On 9 Sep 2003, Glauber Ribeiro wrote:
> -----Original Message-----
> From: Lars Clausen [mailto:lrclause@cs.uiuc.edu]
> Sent: Tuesday, September 09, 2003 08:53
> To: dia-list@gnome.org
> Subject: Re: "move" tool
>
>
> [...] As for whether to
> change name -- "Hand" is not a good name for a tool. It seems to me that
> "Scroll" is very clear on what it does. So might "Pan" be.
> ---------------------------
>
> Icons are tricky things. If you're speaking English, "scroll" works
> because the name of the thing is also the verb that means the action
> you're indicating. But to me (a Brazilian), a picture of a scroll doesn't
> automatically make me thing of the "scroll bars" in the GUI.
>
> I think the hand can be both for moving (grabbing) a single object or
> panning (grabbing the paper). On the other hand :-) here in the US, to
> say that "dia has hand" will make people think of an episode of the
> defunct TV show Seinfeld.
Now we need to be clear on what we're calling what. The suggestions are
1) Change the icon (that is, the picture shown in the toolbox) to a hand
icon, like in Acrobat Reader and others. This should work
internationally because of the metaphor used in the pointer of grabbing
the diagram and moving it around.
2) Change the name of the tool, as seen in the tooltip and the Tools menu,
from "Scroll" to "Hand" or "Pan". This would be translated into the
appropriate word for scrolling around (resp. using the hand or panning)
in pt_BR.
We don't want to change the icon to look like a scroll.
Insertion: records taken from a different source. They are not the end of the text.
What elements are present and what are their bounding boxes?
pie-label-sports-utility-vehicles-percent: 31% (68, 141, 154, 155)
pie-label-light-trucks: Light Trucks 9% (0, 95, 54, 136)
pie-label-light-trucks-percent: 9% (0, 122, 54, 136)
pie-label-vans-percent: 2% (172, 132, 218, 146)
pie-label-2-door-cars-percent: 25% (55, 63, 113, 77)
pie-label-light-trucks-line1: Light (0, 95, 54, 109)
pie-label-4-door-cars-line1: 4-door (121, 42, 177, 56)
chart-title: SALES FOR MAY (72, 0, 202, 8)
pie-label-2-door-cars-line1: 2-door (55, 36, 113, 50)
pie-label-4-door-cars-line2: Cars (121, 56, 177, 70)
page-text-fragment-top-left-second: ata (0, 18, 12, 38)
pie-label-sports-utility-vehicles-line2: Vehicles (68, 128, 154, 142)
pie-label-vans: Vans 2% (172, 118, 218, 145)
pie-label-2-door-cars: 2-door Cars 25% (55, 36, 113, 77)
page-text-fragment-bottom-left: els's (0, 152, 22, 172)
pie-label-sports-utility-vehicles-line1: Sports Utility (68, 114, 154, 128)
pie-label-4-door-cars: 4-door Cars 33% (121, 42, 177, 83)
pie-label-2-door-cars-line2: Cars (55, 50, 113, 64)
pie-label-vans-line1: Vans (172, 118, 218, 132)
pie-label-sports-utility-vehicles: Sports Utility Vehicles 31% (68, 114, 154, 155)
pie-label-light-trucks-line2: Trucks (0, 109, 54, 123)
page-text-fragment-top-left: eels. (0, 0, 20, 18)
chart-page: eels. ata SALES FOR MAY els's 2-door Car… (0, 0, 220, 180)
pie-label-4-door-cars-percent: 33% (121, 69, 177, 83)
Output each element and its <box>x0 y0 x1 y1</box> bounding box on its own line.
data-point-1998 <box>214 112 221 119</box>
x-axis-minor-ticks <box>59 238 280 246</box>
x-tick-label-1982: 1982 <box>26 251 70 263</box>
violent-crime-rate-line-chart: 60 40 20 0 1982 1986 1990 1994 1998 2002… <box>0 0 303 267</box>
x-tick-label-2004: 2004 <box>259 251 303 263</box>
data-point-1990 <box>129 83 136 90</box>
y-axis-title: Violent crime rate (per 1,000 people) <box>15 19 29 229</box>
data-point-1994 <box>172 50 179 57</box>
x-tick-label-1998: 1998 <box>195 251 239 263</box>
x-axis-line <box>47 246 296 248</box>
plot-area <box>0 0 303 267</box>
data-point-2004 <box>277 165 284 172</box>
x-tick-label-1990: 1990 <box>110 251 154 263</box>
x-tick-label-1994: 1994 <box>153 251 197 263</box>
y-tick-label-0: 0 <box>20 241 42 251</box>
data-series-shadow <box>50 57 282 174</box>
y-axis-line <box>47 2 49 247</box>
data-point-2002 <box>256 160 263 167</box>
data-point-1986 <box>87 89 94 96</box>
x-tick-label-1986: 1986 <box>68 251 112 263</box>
You bring up an interesting side-point, though, that one would think that a
Hand tool can grab objects as well. That would make some sense, but I also
think there's a lot of value in not having to change tool all the time
while fiddling with layout.
-Lars "Not in this release" Clausen
--
Lars Clausen (http://shasta.cs.uiuc.edu/~lrclause)| HĂ„rdgrim of Numenor
"I do not agree with a word that you say, but I |----------------------------
will defend to the death your right to say it." | Where are we going, and
--Evelyn Beatrice Hall paraphrasing Voltaire | what's with the handbasket?